Minimal API is similar

In minimal APIs, CancellationToken can also be bound as a handler parameter by the framework’s parameter binding system, same idea as controllers. (Microsoft Learn)

Example:

csharp
app.MapGet("/orders/{id}", async (
    int id,
    CancellationToken cancellationToken,
    IOrderService service) =>
{
    var order = await service.GetOrderAsync(id, cancellationToken);
    return Results.Ok(order);
});

Again: still no visible CTS, because framework owns request-abort cancellation.


Senior-level mental model

When you are in ASP.NET Core, there are usually three cancellation ownership layers:

1. Framework-owned request cancellation

This is HttpContext.RequestAborted.

You do not create it. You consume it.

2. App-owned policy cancellation

This is where you create your own CTS:

  • timeout
  • internal workflow cancellation
  • linked cancellation
  • fan-out coordination

3. Operation-level cooperation

This is your services/repos/libraries honoring the token and passing it further.

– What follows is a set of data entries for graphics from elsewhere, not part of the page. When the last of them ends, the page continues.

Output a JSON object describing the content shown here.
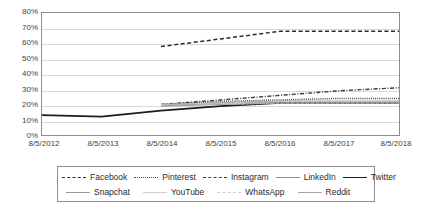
{
  "chart_data": {
    "type": "line",
    "title": "",
    "xlabel": "",
    "ylabel": "",
    "ylim": [
      0,
      80
    ],
    "yticks": [
      "0%",
      "10%",
      "20%",
      "30%",
      "40%",
      "50%",
      "60%",
      "70%",
      "80%"
    ],
    "ytick_values": [
      0,
      10,
      20,
      30,
      40,
      50,
      60,
      70,
      80
    ],
    "grid": true,
    "legend_position": "bottom",
    "x": [
      "8/5/2012",
      "8/5/2013",
      "8/5/2014",
      "8/5/2015",
      "8/5/2016",
      "8/5/2017",
      "8/5/2018"
    ],
    "x_values": [
      2012,
      2013,
      2014,
      2015,
      2016,
      2017,
      2018
    ],
    "series": [
      {
        "name": "Facebook",
        "style": "dashed",
        "color": "#2b2b2b",
        "x": [
          2014,
          2015,
          2016,
          2017,
          2018
        ],
        "values": [
          58,
          63,
          68,
          68,
          68
        ]
      },
      {
        "name": "Pinterest",
        "style": "dotted",
        "color": "#4a4a4a",
        "x": [
          2014,
          2015,
          2016,
          2017,
          2018
        ],
        "values": [
          20,
          22,
          23,
          24,
          24
        ]
      },
      {
        "name": "Instagram",
        "style": "dash-dot",
        "color": "#3a3a3a",
        "x": [
          2014,
          2015,
          2016,
          2017,
          2018
        ],
        "values": [
          20,
          23,
          26,
          29,
          31
        ]
      },
      {
        "name": "LinkedIn",
        "style": "solid-light",
        "color": "#8f8f8f",
        "x": [
          2014,
          2015,
          2016,
          2017,
          2018
        ],
        "values": [
          20,
          21,
          22,
          22,
          22
        ]
      },
      {
        "name": "Twitter",
        "style": "solid-dark",
        "color": "#1d1d1d",
        "x": [
          2012,
          2013,
          2014,
          2015,
          2016,
          2017,
          2018
        ],
        "values": [
          13,
          12,
          16,
          19,
          21,
          21,
          21
        ]
      },
      {
        "name": "Snapchat",
        "style": "solid-light",
        "color": "#9a9a9a",
        "x": [
          2014,
          2015,
          2016,
          2017,
          2018
        ],
        "values": [
          19,
          21,
          22,
          22,
          22
        ]
      },
      {
        "name": "YouTube",
        "style": "solid-faint",
        "color": "#c2c2c2",
        "x": [
          2014,
          2015,
          2016,
          2017,
          2018
        ],
        "values": [
          20,
          21,
          22,
          22,
          22
        ]
      },
      {
        "name": "WhatsApp",
        "style": "dashed-faint",
        "color": "#c8c8c8",
        "x": [
          2014,
          2015,
          2016,
          2017,
          2018
        ],
        "values": [
          19,
          20,
          21,
          21,
          21
        ]
      },
      {
        "name": "Reddit",
        "style": "solid-light",
        "color": "#a5a5a5",
        "x": [
          2014,
          2015,
          2016,
          2017,
          2018
        ],
        "values": [
          19,
          20,
          21,
          21,
          21
        ]
      }
    ]
  },
  "axis": {
    "yticks": [
      "80%",
      "70%",
      "60%",
      "50%",
      "40%",
      "30%",
      "20%",
      "10%",
      "0%"
    ],
    "xticks": [
      "8/5/2012",
      "8/5/2013",
      "8/5/2014",
      "8/5/2015",
      "8/5/2016",
      "8/5/2017",
      "8/5/2018"
    ]
  },
  "legend": {
    "row1": [
      {
        "label": "Facebook"
      },
      {
        "label": "Pinterest"
      },
      {
        "label": "Instagram"
      },
      {
        "label": "LinkedIn"
      },
      {
        "label": "Twitter"
      }
    ],
    "row2": [
      {
        "label": "Snapchat"
      },
      {
        "label": "YouTube"
      },
      {
        "label": "WhatsApp"
      },
      {
        "label": "Reddit"
      }
    ]
  }
}
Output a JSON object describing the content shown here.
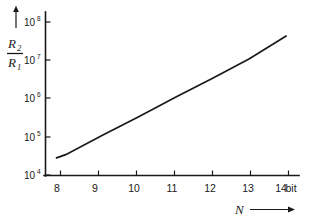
{
  "chart_data": {
    "type": "line",
    "title": "",
    "subtitle": "",
    "xlabel": "N",
    "xlabel_unit": "bit",
    "ylabel": "R2/R1",
    "ylabel_numerator": "R",
    "ylabel_numerator_sub": "2",
    "ylabel_denominator": "R",
    "ylabel_denominator_sub": "1",
    "yscale": "log",
    "xscale": "linear",
    "xlim": [
      7.45,
      14.35
    ],
    "ylim": [
      10000,
      100000000
    ],
    "grid": false,
    "legend": false,
    "legend_position": "none",
    "x_ticks": [
      8,
      9,
      10,
      11,
      12,
      13,
      14
    ],
    "x_tick_labels": [
      "8",
      "9",
      "10",
      "11",
      "12",
      "13",
      "14"
    ],
    "y_ticks": [
      10000,
      100000,
      1000000,
      10000000,
      100000000
    ],
    "y_tick_mantissa": [
      "10",
      "10",
      "10",
      "10",
      "10"
    ],
    "y_tick_exponents": [
      "4",
      "5",
      "6",
      "7",
      "8"
    ],
    "series": [
      {
        "name": "R2/R1 vs N",
        "color": "#1a1a1a",
        "x": [
          7.75,
          8,
          9,
          10,
          11,
          12,
          13,
          14
        ],
        "values": [
          28000,
          34000,
          110000,
          340000,
          1100000,
          3400000,
          11000000,
          43000000
        ]
      }
    ],
    "annotations": [
      {
        "name": "y-axis-up-arrow",
        "text": "↑"
      },
      {
        "name": "x-axis-right-arrow",
        "text": "→"
      }
    ]
  },
  "axis_labels": {
    "y_top_mantissa": "10",
    "y_top_exp": "8",
    "x_unit": "bit",
    "x_symbol": "N"
  }
}
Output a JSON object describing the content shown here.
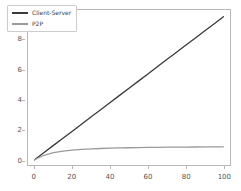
{
  "chart_data": {
    "type": "line",
    "title": "",
    "xlabel": "",
    "ylabel": "",
    "xlim": [
      -3.5,
      103.5
    ],
    "ylim": [
      -0.35,
      10.0
    ],
    "xticks": [
      0,
      20,
      40,
      60,
      80,
      100
    ],
    "yticks": [
      0,
      2,
      4,
      6,
      8,
      10
    ],
    "xtick_labels": [
      "0",
      "20",
      "40",
      "60",
      "80",
      "100"
    ],
    "ytick_labels": [
      "0",
      "2",
      "4",
      "6",
      "8",
      "10"
    ],
    "grid": false,
    "legend_position": "upper left",
    "background_color": "#ffffff",
    "axes_edge_color": "#b8b8b8",
    "tick_label_color": "#545454",
    "x": [
      0,
      5,
      10,
      15,
      20,
      25,
      30,
      35,
      40,
      45,
      50,
      55,
      60,
      65,
      70,
      75,
      80,
      85,
      90,
      95,
      100
    ],
    "series": [
      {
        "name": "Client-Server",
        "color": "#3a3a3a",
        "linewidth": 1.3,
        "values": [
          0.0,
          0.48,
          0.96,
          1.43,
          1.91,
          2.39,
          2.87,
          3.34,
          3.82,
          4.3,
          4.78,
          5.25,
          5.73,
          6.21,
          6.69,
          7.16,
          7.64,
          8.12,
          8.6,
          9.07,
          9.55
        ]
      },
      {
        "name": "P2P",
        "color": "#9a9a9a",
        "linewidth": 1.3,
        "values": [
          0.0,
          0.3,
          0.47,
          0.57,
          0.64,
          0.69,
          0.725,
          0.752,
          0.773,
          0.79,
          0.803,
          0.814,
          0.823,
          0.831,
          0.838,
          0.843,
          0.848,
          0.852,
          0.856,
          0.859,
          0.862
        ]
      }
    ]
  },
  "legend": {
    "entries": [
      {
        "label": "Client-Server"
      },
      {
        "label": "P2P"
      }
    ]
  }
}
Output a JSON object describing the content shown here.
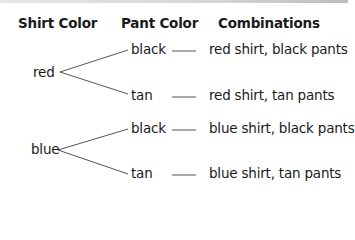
{
  "headers": {
    "shirt": "Shirt Color",
    "pant": "Pant Color",
    "combinations": "Combinations"
  },
  "tree": [
    {
      "shirt": "red",
      "branches": [
        {
          "pant": "black",
          "combination": "red shirt, black pants"
        },
        {
          "pant": "tan",
          "combination": "red shirt, tan pants"
        }
      ]
    },
    {
      "shirt": "blue",
      "branches": [
        {
          "pant": "black",
          "combination": "blue shirt, black pants"
        },
        {
          "pant": "tan",
          "combination": "blue shirt, tan pants"
        }
      ]
    }
  ],
  "colors": {
    "text": "#1a1a1a",
    "line": "#555555"
  }
}
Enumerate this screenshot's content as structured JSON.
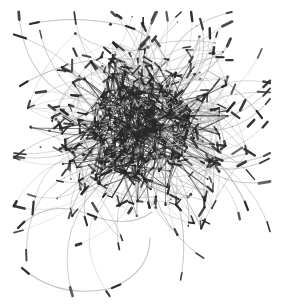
{
  "figure": {
    "kind": "network-graph",
    "title": "",
    "width": 283,
    "height": 307,
    "background_color": "#ffffff",
    "alt_text": "Force-directed network graph with dense dark hairball core and light gray curved edges radiating outward ending in dark tapered tips"
  },
  "chart_data": {
    "type": "scatter",
    "title": "",
    "subtitle": "",
    "xlabel": "",
    "ylabel": "",
    "xlim": [
      0,
      283
    ],
    "ylim": [
      0,
      307
    ],
    "grid": false,
    "legend": null,
    "annotations": [],
    "layout": "force-directed",
    "core_center": [
      140,
      130
    ],
    "core_radius": 52,
    "halo_radius": 110,
    "node_count": 420,
    "edge_count": 760,
    "edge_style": "curved-tapered",
    "edge_color_light": "#b8b8b8",
    "edge_color_dark": "#2b2b2b",
    "node_color": "#262626",
    "tip_color": "#1a1a1a",
    "peripheral_tendrils": 96,
    "outlier_arcs": [
      {
        "start": [
          22,
          268
        ],
        "ctrl": [
          60,
          300
        ],
        "end": [
          112,
          288
        ]
      },
      {
        "start": [
          112,
          288
        ],
        "ctrl": [
          150,
          272
        ],
        "end": [
          150,
          238
        ]
      },
      {
        "start": [
          18,
          228
        ],
        "ctrl": [
          48,
          198
        ],
        "end": [
          88,
          214
        ]
      },
      {
        "start": [
          88,
          214
        ],
        "ctrl": [
          128,
          230
        ],
        "end": [
          152,
          212
        ]
      },
      {
        "start": [
          30,
          24
        ],
        "ctrl": [
          78,
          14
        ],
        "end": [
          126,
          26
        ]
      },
      {
        "start": [
          126,
          26
        ],
        "ctrl": [
          160,
          38
        ],
        "end": [
          168,
          66
        ]
      },
      {
        "start": [
          20,
          86
        ],
        "ctrl": [
          56,
          64
        ],
        "end": [
          96,
          60
        ]
      },
      {
        "start": [
          262,
          118
        ],
        "ctrl": [
          238,
          86
        ],
        "end": [
          206,
          70
        ]
      },
      {
        "start": [
          248,
          210
        ],
        "ctrl": [
          236,
          178
        ],
        "end": [
          208,
          154
        ]
      }
    ],
    "density_profile": {
      "description": "radial density falls off from dense core to sparse periphery",
      "radii": [
        0,
        20,
        40,
        60,
        80,
        100,
        130
      ],
      "relative_density": [
        1.0,
        0.95,
        0.72,
        0.42,
        0.2,
        0.08,
        0.02
      ]
    }
  }
}
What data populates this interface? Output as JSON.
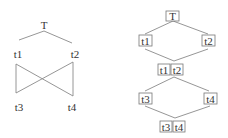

Why interviewers may ask about this

Because many engineers know:

“Add CancellationToken cancellationToken to controller”

but do not really know:

  • where it comes from
  • who owns it
  • why no CTS is visible
  • why cancellation often fails in practice

The strong answer is:

In ASP.NET Core, the framework owns request-lifetime cancellation and exposes it through HttpContext.RequestAborted. MVC binds action CancellationToken parameters to that token automatically. We usually do not see a CancellationTokenSource in controllers because the controller is not the owner of the request lifetime. We only create our own CTS when introducing an additional cancellation scope, such as timeouts or linked internal operations. (Microsoft Learn)

If you want, next I can explain this even deeper at runtime level: how Kestrel triggers RequestAborted, what happens when the client disconnects, and how EF Core / HttpClient actually react to that token.